In the late 1980’s and early 1990’s, Japan had a bursting of asset prices. Perhaps the easiest component of the crisis was real estate, the asset felt to always be needed, easily financeable, essentially no maturity and cumbersome transactional process. It took years to build and had long leases.  However, the Achilles heel at that time was higher financing rates. The other aspect in Japan which was not as closely discernable was that Japan survived on corporate concentration where major trading houses grew by expanding into new businesses. Over time, it was evident that similar to a chain, the system was only as strong as the weakest link.

The solution for Japan was to take the four primary banks and create “bad banks” where troubled assets were sent to either die or rebound.  At that point in time, Japan was not as equipped to handle assets sales and support like the U.S. did during the banking crises and bail-out of Washington Mutual and Indy Mac.

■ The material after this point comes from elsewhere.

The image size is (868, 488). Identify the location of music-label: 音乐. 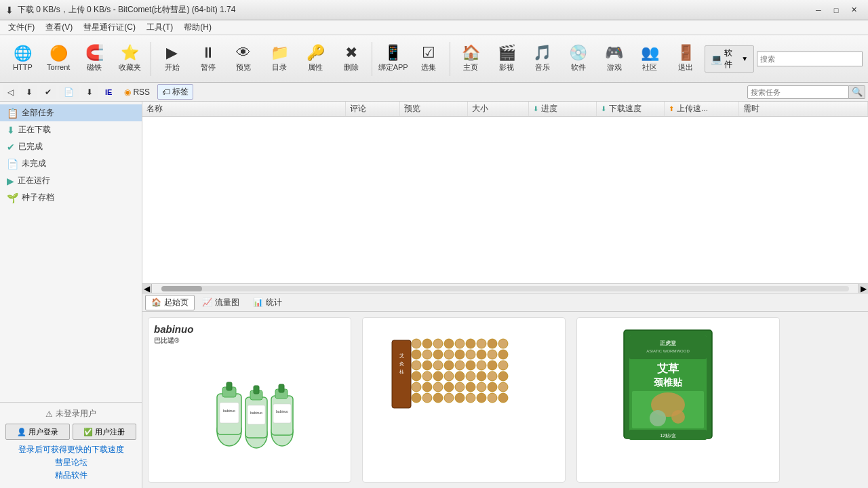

In the U..S, large commercial assets are owned primarily by three types of investors – pension funds (through the intermediary PE firms,) banks and insurance companies – each with their own oversight authorities, asset liability models and risk profiles. In the end however, they are related as the devastation emerging in the space is now the first splash of the rock in a bond and as the rings grow we are unaware of how much damage can be controlled.  The lesson learned but often forgotten about Lehman or Bear Sterns was the unknown repercussions of investments. There was no way to ringfence the risk.  You can compare that to Abu Dhabi where you could decently track the potential damage and who would support it.  Asset price dislocation is what makes markets grown and evolve, but someone always “loses an eye.”

Although it took decades, Japan has emerged anew and has many exciting developments especially in the smaller market capitalization asset classes. It is clear that investors are looking across the waters to areas not attractive until maybe now.